Imagine if Iceland could only issue debts, both public and private in US dollars. That, its interest rates were set by the Fed. That, its banks could tap short and medium unlimited liquidity against this collateral. That, its USD payments went first through a US-based payment processing system. But only if you never default on this collateral.

Then, you would have something similar to the situation Ireland faced.

It is true Ireland could have tried to hold out for an externally-led, Greek-style debt restructuring, though I suspect it would have been harder for them due to the private bank debt transfer. But even that still is not elective default to their own currency with full debt control. Therefore, not the same as Iceland.


"[Public & Private bank debt] effectively the same [under TARGET2]"
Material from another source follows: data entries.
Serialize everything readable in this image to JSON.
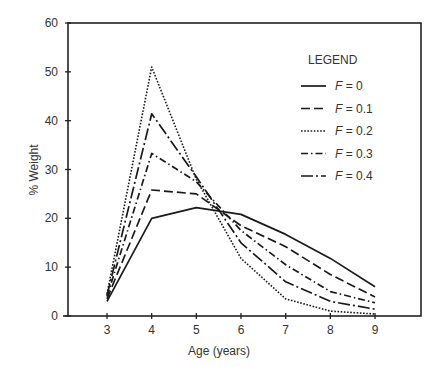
{
  "chart_data": {
    "type": "line",
    "title": "",
    "xlabel": "Age (years)",
    "ylabel": "% Weight",
    "xlim": [
      2,
      10
    ],
    "ylim": [
      0,
      60
    ],
    "x": [
      3,
      4,
      5,
      6,
      7,
      8,
      9
    ],
    "x_ticks": [
      "3",
      "4",
      "5",
      "6",
      "7",
      "8",
      "9"
    ],
    "y_ticks": [
      "0",
      "10",
      "20",
      "30",
      "40",
      "50",
      "60"
    ],
    "grid": false,
    "legend_title": "LEGEND",
    "legend_position": "upper right (inside)",
    "series": [
      {
        "name": "F = 0",
        "label_var": "F",
        "label_val": "= 0",
        "style": "solid",
        "values": [
          3.0,
          20.0,
          22.2,
          20.8,
          16.7,
          11.8,
          6.0
        ]
      },
      {
        "name": "F = 0.1",
        "label_var": "F",
        "label_val": "= 0.1",
        "style": "dashed",
        "values": [
          3.5,
          25.8,
          25.0,
          18.5,
          14.2,
          8.5,
          3.9
        ]
      },
      {
        "name": "F = 0.2",
        "label_var": "F",
        "label_val": "= 0.2",
        "style": "dotted",
        "values": [
          4.5,
          51.0,
          28.0,
          11.8,
          3.5,
          1.0,
          0.4
        ]
      },
      {
        "name": "F = 0.3",
        "label_var": "F",
        "label_val": "= 0.3",
        "style": "dash-dot",
        "values": [
          4.0,
          33.3,
          27.5,
          17.5,
          10.5,
          5.0,
          2.7
        ]
      },
      {
        "name": "F = 0.4",
        "label_var": "F",
        "label_val": "= 0.4",
        "style": "long-dash",
        "values": [
          4.2,
          41.4,
          28.5,
          15.0,
          7.0,
          3.0,
          1.4
        ]
      }
    ]
  }
}
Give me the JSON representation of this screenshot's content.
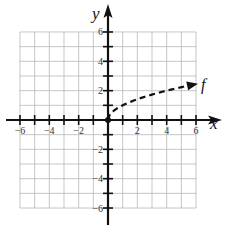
{
  "chart_data": {
    "type": "line",
    "title": "",
    "xlabel": "x",
    "ylabel": "y",
    "xlim": [
      -6,
      6
    ],
    "ylim": [
      -6,
      6
    ],
    "grid": true,
    "x_ticks": [
      -6,
      -5,
      -4,
      -3,
      -2,
      -1,
      1,
      2,
      3,
      4,
      5,
      6
    ],
    "y_ticks": [
      -6,
      -5,
      -4,
      -3,
      -2,
      -1,
      1,
      2,
      3,
      4,
      5,
      6
    ],
    "x_tick_labels": [
      "-6",
      "-4",
      "-2",
      "2",
      "4",
      "6"
    ],
    "y_tick_labels": [
      "6",
      "4",
      "2",
      "-2",
      "-4",
      "-6"
    ],
    "series": [
      {
        "name": "f",
        "style": "dashed",
        "start_marker": "closed-dot",
        "end_marker": "arrow",
        "x": [
          0,
          0.25,
          0.5,
          1,
          2,
          3,
          4,
          5,
          6
        ],
        "y": [
          0,
          0.5,
          0.71,
          1,
          1.41,
          1.73,
          2,
          2.24,
          2.45
        ]
      }
    ]
  },
  "labels": {
    "x_axis": "x",
    "y_axis": "y",
    "function": "f",
    "x_ticks": [
      "-6",
      "-4",
      "-2",
      "2",
      "4",
      "6"
    ],
    "y_ticks": [
      "6",
      "4",
      "2",
      "-2",
      "-4",
      "-6"
    ]
  },
  "colors": {
    "grid": "#b8b8b8",
    "axis": "#111111",
    "curve": "#111111",
    "text": "#333333"
  }
}
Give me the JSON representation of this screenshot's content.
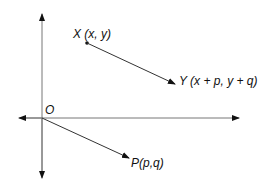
{
  "diagram": {
    "type": "vector-translation",
    "colors": {
      "axis": "#777777",
      "vector": "#333333",
      "text": "#111111"
    },
    "origin": {
      "label": "O"
    },
    "points": {
      "X": {
        "label": "X (x, y)"
      },
      "Y": {
        "label": "Y (x + p, y + q)"
      },
      "P": {
        "label": "P(p,q)"
      }
    },
    "arrows": [
      {
        "from": "X",
        "to": "Y"
      },
      {
        "from": "O",
        "to": "P"
      }
    ]
  }
}
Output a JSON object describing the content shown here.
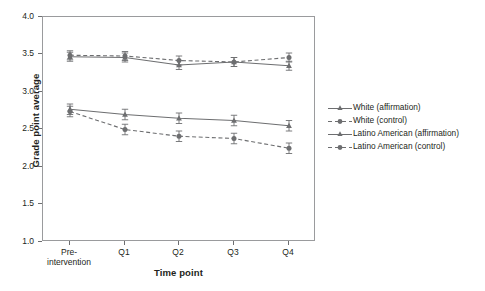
{
  "chart_data": {
    "type": "line",
    "title": "",
    "xlabel": "Time point",
    "ylabel": "Grade point average",
    "categories": [
      "Pre-intervention",
      "Q1",
      "Q2",
      "Q3",
      "Q4"
    ],
    "xtick_labels": [
      "Pre-\nintervention",
      "Q1",
      "Q2",
      "Q3",
      "Q4"
    ],
    "ylim": [
      1.0,
      4.0
    ],
    "ytick_labels": [
      "1.0",
      "1.5",
      "2.0",
      "2.5",
      "3.0",
      "3.5",
      "4.0"
    ],
    "ytick_values": [
      1.0,
      1.5,
      2.0,
      2.5,
      3.0,
      3.5,
      4.0
    ],
    "grid": false,
    "legend_position": "right",
    "series": [
      {
        "name": "White (affirmation)",
        "marker": "triangle",
        "line_style": "solid",
        "color": "#6d6e70",
        "values": [
          3.47,
          3.46,
          3.36,
          3.4,
          3.35
        ],
        "errors": [
          0.06,
          0.06,
          0.06,
          0.06,
          0.06
        ]
      },
      {
        "name": "White (control)",
        "marker": "circle",
        "line_style": "dashed",
        "color": "#6d6e70",
        "values": [
          3.49,
          3.48,
          3.42,
          3.4,
          3.46
        ],
        "errors": [
          0.06,
          0.06,
          0.06,
          0.06,
          0.06
        ]
      },
      {
        "name": "Latino American (affirmation)",
        "marker": "triangle",
        "line_style": "solid",
        "color": "#6d6e70",
        "values": [
          2.77,
          2.7,
          2.65,
          2.62,
          2.55
        ],
        "errors": [
          0.07,
          0.07,
          0.07,
          0.07,
          0.07
        ]
      },
      {
        "name": "Latino American (control)",
        "marker": "circle",
        "line_style": "dashed",
        "color": "#6d6e70",
        "values": [
          2.74,
          2.5,
          2.41,
          2.38,
          2.25
        ],
        "errors": [
          0.07,
          0.07,
          0.07,
          0.07,
          0.07
        ]
      }
    ]
  },
  "axes": {
    "y_title": "Grade point average",
    "x_title": "Time point",
    "ytick_0": "1.0",
    "ytick_1": "1.5",
    "ytick_2": "2.0",
    "ytick_3": "2.5",
    "ytick_4": "3.0",
    "ytick_5": "3.5",
    "ytick_6": "4.0",
    "xtick_0_line1": "Pre-",
    "xtick_0_line2": "intervention",
    "xtick_1": "Q1",
    "xtick_2": "Q2",
    "xtick_3": "Q3",
    "xtick_4": "Q4"
  },
  "legend": {
    "items": [
      {
        "label": "White (affirmation)"
      },
      {
        "label": "White (control)"
      },
      {
        "label": "Latino American (affirmation)"
      },
      {
        "label": "Latino American (control)"
      }
    ]
  },
  "colors": {
    "line": "#6d6e70",
    "frame": "#9a9b9d",
    "text": "#231f20",
    "background": "#ffffff"
  }
}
Interesting assertion, as it would mean there effectively are no private banks and "too big to fail" is enshrined in basic EU mechanisms, and independent of size -> automatic bailouts all the time.

Are you referring to Sinn's analysis? While that's an interesting read (intro: http://en.wikipedia.org/wiki/TARGET2), it doesn't seem to quite support such a staggering claim.

However, I do see that European politicians are acting this way, so that supports what you are saying, but they actually have to act to do so, which contradicts it.

Certainly the rest your text simply assumes the equivalence of public and private debt, rather than showing that this is the case.

"you never defaulted on this collateral" -> There are two different "you" in this case. So what happens if one of these two "you" does default?

You are implying that the default of one "you" automatically means the other "you" never gets money again (the bond vigilantes and all that), but as the fine article showed, the same was said for Iceland and it didn't happen.

I know you claim that there is only one "you", but I just don't see that in your analysis (or in what Sinn wrote).

"It is true Ireland could have tried to hold out for an externally-led, Greek-style debt restructuring" -> again, that only applies after taking on the bank debts.